Re: you only have to look at my posts in Jan, pre-Spring IDF Conroe benchmarks, to see I was well aware of NGMA's potency long before most

Yet in spite of this knowledge, you are timid about it giving AMD much trouble, and you are undercalling the volume ramp. Intel's ramp of Woodcrest to 50% in Q3 with Woodcrest is going to have an enormous impact on AMD, for example, since this segment is AMD's most profitable. As for the desktop, which is Intel's slowest ramp, you have to account for stable image business upgrade cycles, as well as the large volumes of low end value skus that go to emerging markets and are easily satisfied with Celeron products. Taking that into account, Intel's Conroe desktop ramp is reasonable, and will be more than enough volumes to outsell every single FX, X2, or even Athlon 64 that AMD manufactures.

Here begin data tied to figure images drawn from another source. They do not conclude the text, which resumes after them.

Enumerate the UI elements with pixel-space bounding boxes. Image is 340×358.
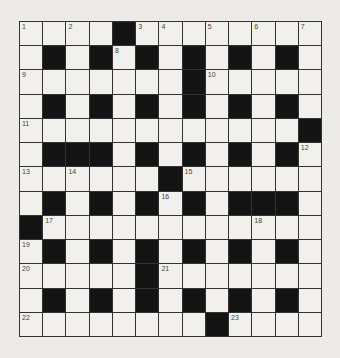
crossword-cell[interactable]: [229, 119, 251, 142]
crossword-cell[interactable]: [206, 216, 228, 239]
crossword-cell[interactable]: [206, 119, 228, 142]
crossword-cell[interactable]: [183, 119, 205, 142]
crossword-cell[interactable]: 3: [136, 22, 158, 45]
crossword-cell[interactable]: [136, 167, 158, 190]
crossword-cell[interactable]: [113, 264, 135, 287]
crossword-cell[interactable]: 2: [66, 22, 88, 45]
crossword-cell[interactable]: [299, 167, 321, 190]
crossword-cell[interactable]: [299, 289, 321, 312]
crossword-cell[interactable]: [276, 313, 298, 336]
crossword-cell[interactable]: [229, 70, 251, 93]
crossword-cell[interactable]: [252, 313, 274, 336]
crossword-cell[interactable]: [90, 119, 112, 142]
crossword-cell[interactable]: [159, 289, 181, 312]
crossword-cell[interactable]: [159, 46, 181, 69]
crossword-cell[interactable]: [229, 264, 251, 287]
crossword-cell[interactable]: [299, 240, 321, 263]
crossword-cell[interactable]: [159, 119, 181, 142]
crossword-cell[interactable]: [90, 264, 112, 287]
crossword-cell[interactable]: [90, 313, 112, 336]
crossword-cell[interactable]: [183, 313, 205, 336]
crossword-cell[interactable]: [90, 22, 112, 45]
crossword-cell[interactable]: [66, 95, 88, 118]
crossword-cell[interactable]: [299, 264, 321, 287]
crossword-cell[interactable]: 19: [20, 240, 42, 263]
crossword-cell[interactable]: 7: [299, 22, 321, 45]
crossword-cell[interactable]: [43, 70, 65, 93]
crossword-cell[interactable]: [276, 70, 298, 93]
crossword-cell[interactable]: 17: [43, 216, 65, 239]
crossword-cell[interactable]: [20, 46, 42, 69]
crossword-cell[interactable]: 8: [113, 46, 135, 69]
crossword-cell[interactable]: [252, 95, 274, 118]
crossword-cell[interactable]: [66, 313, 88, 336]
crossword-cell[interactable]: 1: [20, 22, 42, 45]
crossword-cell[interactable]: [206, 192, 228, 215]
crossword-cell[interactable]: 13: [20, 167, 42, 190]
crossword-cell[interactable]: [159, 70, 181, 93]
crossword-cell[interactable]: 22: [20, 313, 42, 336]
crossword-cell[interactable]: [276, 167, 298, 190]
crossword-cell[interactable]: [43, 119, 65, 142]
crossword-cell[interactable]: [252, 70, 274, 93]
crossword-cell[interactable]: [159, 95, 181, 118]
crossword-cell[interactable]: 21: [159, 264, 181, 287]
crossword-cell[interactable]: [159, 313, 181, 336]
crossword-cell[interactable]: [252, 167, 274, 190]
crossword-cell[interactable]: [66, 264, 88, 287]
crossword-cell[interactable]: [113, 240, 135, 263]
crossword-cell[interactable]: [136, 119, 158, 142]
crossword-cell[interactable]: [299, 46, 321, 69]
crossword-cell[interactable]: [229, 216, 251, 239]
crossword-cell[interactable]: [252, 240, 274, 263]
crossword-cell[interactable]: [43, 22, 65, 45]
crossword-cell[interactable]: [66, 216, 88, 239]
crossword-cell[interactable]: 12: [299, 143, 321, 166]
crossword-cell[interactable]: 6: [252, 22, 274, 45]
crossword-cell[interactable]: [136, 216, 158, 239]
crossword-cell[interactable]: [43, 264, 65, 287]
crossword-cell[interactable]: [299, 216, 321, 239]
crossword-cell[interactable]: [159, 143, 181, 166]
crossword-cell[interactable]: 9: [20, 70, 42, 93]
crossword-cell[interactable]: [113, 216, 135, 239]
crossword-cell[interactable]: [66, 70, 88, 93]
crossword-cell[interactable]: 16: [159, 192, 181, 215]
crossword-cell[interactable]: [183, 216, 205, 239]
crossword-cell[interactable]: [43, 313, 65, 336]
crossword-cell[interactable]: [113, 313, 135, 336]
crossword-cell[interactable]: [113, 70, 135, 93]
crossword-cell[interactable]: [113, 95, 135, 118]
crossword-cell[interactable]: [66, 289, 88, 312]
crossword-cell[interactable]: [113, 289, 135, 312]
crossword-cell[interactable]: 18: [252, 216, 274, 239]
crossword-cell[interactable]: [252, 143, 274, 166]
crossword-cell[interactable]: [66, 192, 88, 215]
crossword-cell[interactable]: [229, 22, 251, 45]
crossword-cell[interactable]: [20, 289, 42, 312]
crossword-cell[interactable]: [183, 264, 205, 287]
crossword-cell[interactable]: [113, 167, 135, 190]
crossword-cell[interactable]: 20: [20, 264, 42, 287]
crossword-cell[interactable]: [90, 70, 112, 93]
crossword-cell[interactable]: [276, 264, 298, 287]
crossword-cell[interactable]: 11: [20, 119, 42, 142]
crossword-cell[interactable]: [159, 216, 181, 239]
crossword-cell[interactable]: 23: [229, 313, 251, 336]
crossword-cell[interactable]: [206, 95, 228, 118]
crossword-cell[interactable]: [136, 313, 158, 336]
crossword-cell[interactable]: [299, 70, 321, 93]
crossword-cell[interactable]: [66, 119, 88, 142]
crossword-cell[interactable]: [206, 264, 228, 287]
crossword-cell[interactable]: [43, 167, 65, 190]
crossword-cell[interactable]: [252, 264, 274, 287]
crossword-cell[interactable]: [276, 119, 298, 142]
crossword-cell[interactable]: 5: [206, 22, 228, 45]
crossword-cell[interactable]: [183, 22, 205, 45]
crossword-cell[interactable]: [299, 192, 321, 215]
crossword-cell[interactable]: 14: [66, 167, 88, 190]
crossword-cell[interactable]: [252, 119, 274, 142]
crossword-cell[interactable]: [66, 240, 88, 263]
crossword-cell[interactable]: [113, 119, 135, 142]
crossword-cell[interactable]: 15: [183, 167, 205, 190]
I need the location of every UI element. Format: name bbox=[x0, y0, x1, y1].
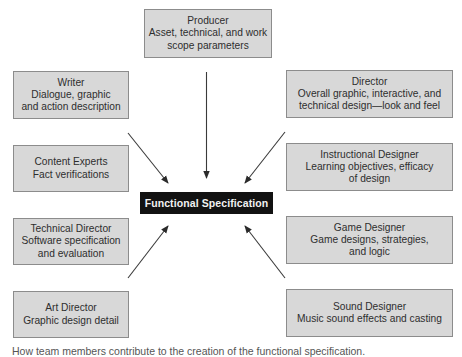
role-desc: Learning objectives, efficacy bbox=[306, 161, 434, 173]
role-desc: and evaluation bbox=[38, 248, 104, 260]
role-box-producer: Producer Asset, technical, and work scop… bbox=[144, 9, 272, 58]
role-box-director: Director Overall graphic, interactive, a… bbox=[286, 70, 453, 118]
role-desc: scope parameters bbox=[167, 40, 249, 52]
role-title: Director bbox=[352, 76, 388, 88]
center-label: Functional Specification bbox=[145, 197, 269, 209]
role-desc: Overall graphic, interactive, and bbox=[298, 88, 441, 100]
role-desc: Fact verifications bbox=[33, 169, 109, 181]
role-box-content-experts: Content Experts Fact verifications bbox=[13, 145, 129, 192]
figure-caption: How team members contribute to the creat… bbox=[12, 345, 365, 357]
role-box-art-director: Art Director Graphic design detail bbox=[13, 291, 129, 338]
role-box-instructional-designer: Instructional Designer Learning objectiv… bbox=[286, 143, 453, 191]
role-desc: Dialogue, graphic bbox=[31, 89, 110, 101]
arrow-game-designer bbox=[245, 226, 285, 278]
role-title: Producer bbox=[187, 15, 228, 27]
role-title: Instructional Designer bbox=[320, 149, 419, 161]
role-title: Technical Director bbox=[31, 223, 112, 235]
role-title: Sound Designer bbox=[333, 301, 406, 313]
role-desc: Software specification bbox=[21, 235, 120, 247]
role-desc: and logic bbox=[349, 246, 390, 258]
role-title: Content Experts bbox=[34, 156, 107, 168]
role-title: Game Designer bbox=[334, 222, 405, 234]
role-box-writer: Writer Dialogue, graphic and action desc… bbox=[13, 71, 129, 119]
role-desc: Game designs, strategies, bbox=[310, 234, 428, 246]
role-title: Art Director bbox=[45, 302, 97, 314]
role-box-sound-designer: Sound Designer Music sound effects and c… bbox=[286, 289, 453, 337]
role-desc: Asset, technical, and work bbox=[149, 27, 267, 39]
role-desc: Music sound effects and casting bbox=[297, 313, 442, 325]
functional-specification-box: Functional Specification bbox=[140, 192, 273, 214]
role-title: Writer bbox=[58, 77, 85, 89]
role-desc: and action description bbox=[21, 101, 120, 113]
role-desc: technical design—look and feel bbox=[299, 100, 440, 112]
arrow-writer bbox=[128, 133, 168, 183]
arrow-director bbox=[245, 132, 285, 183]
role-desc: Graphic design detail bbox=[23, 315, 119, 327]
role-box-game-designer: Game Designer Game designs, strategies, … bbox=[286, 216, 453, 264]
arrow-technical-director bbox=[128, 226, 168, 278]
role-box-technical-director: Technical Director Software specificatio… bbox=[13, 218, 129, 265]
role-desc: of design bbox=[349, 173, 390, 185]
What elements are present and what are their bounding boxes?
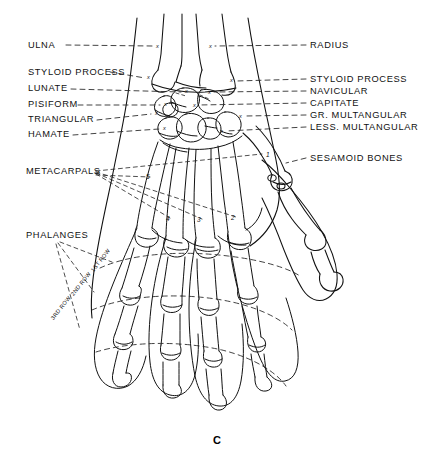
x-marker: x <box>209 43 212 49</box>
x-marker: x <box>185 88 188 94</box>
x-marker: x <box>164 101 167 107</box>
metacarpal-number-3: 3 <box>197 216 201 223</box>
label-sesamoid-bones: SESAMOID BONES <box>310 154 403 163</box>
x-marker: x <box>156 43 159 49</box>
x-marker: x <box>193 102 196 108</box>
figure-root: ULNA STYLOID PROCESS LUNATE PISIFORM TRI… <box>0 0 432 475</box>
x-marker: x <box>155 110 158 116</box>
soft-tissue-outline <box>91 18 279 318</box>
label-pisiform: PISIFORM <box>28 100 78 109</box>
label-lunate: LUNATE <box>28 84 68 93</box>
ulna-radius <box>152 14 236 95</box>
row-arcs <box>92 253 300 386</box>
x-marker: x <box>220 128 223 134</box>
label-phalanges: PHALANGES <box>26 231 88 240</box>
label-hamate: HAMATE <box>28 130 70 139</box>
figure-caption: C <box>213 434 221 446</box>
metacarpal-number-1: 1 <box>266 151 270 158</box>
phalanges <box>94 228 298 410</box>
carpal-bones <box>154 88 241 142</box>
label-metacarpals: METACARPALS <box>26 167 101 176</box>
palm-contours <box>152 208 262 247</box>
label-triangular: TRIANGULAR <box>28 115 94 124</box>
metacarpal-number-5: 5 <box>146 173 150 180</box>
label-styloid-process-radial: STYLOID PROCESS <box>310 75 407 84</box>
x-marker: x <box>230 77 233 83</box>
x-marker: x <box>147 74 150 80</box>
label-radius: RADIUS <box>310 41 349 50</box>
leader-lines-right <box>199 45 306 163</box>
metacarpal-number-4: 4 <box>166 215 170 222</box>
x-marker: x <box>239 113 242 119</box>
metacarpal-number-2: 2 <box>231 214 235 221</box>
x-marker: x <box>208 89 211 95</box>
label-greater-multangular: GR. MULTANGULAR <box>310 111 407 120</box>
label-lesser-multangular: LESS. MULTANGULAR <box>310 123 418 132</box>
x-marker: x <box>163 125 166 131</box>
metacarpals <box>135 142 251 258</box>
label-ulna: ULNA <box>28 41 55 50</box>
label-styloid-process-ulnar: STYLOID PROCESS <box>28 68 125 77</box>
metacarpal-leaders <box>96 154 262 219</box>
label-capitate: CAPITATE <box>310 99 359 108</box>
label-navicular: NAVICULAR <box>310 87 368 96</box>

Re: However Intel have blundered inviting AMD to have a price war armed only with P4 products months before the first Core 2 product ships for revenue.

Where do you get the illusion that Pentium D and Pentium 4 products aren't competitive? Certainly when they were higher priced and much lower price/performance, it was hard to see an informed buyer asking for one of these over an Athlon X2, but with the lower pricing, it's hard to argue against them. Right now, the Athlon 64 3500+ (2.2GHz) goes for $189, while the Pentium D 930 (3.0GHz) is $178. How can you argue the competitiveness here? The Pentium D will blow the 3500+ out of the water in most benchmarks. And starting in July, the prices will go even lower.

Your claims that AMD's product line will stand on its own superiority is based on nothing, no logical reasoning, no thoughtful consideration, no sound argument. You have nothing mas, and it's somehow sweetly satisfying to see you dancing around and looking for ways to make AMD look good, when they are clearly in for the fight of their lives.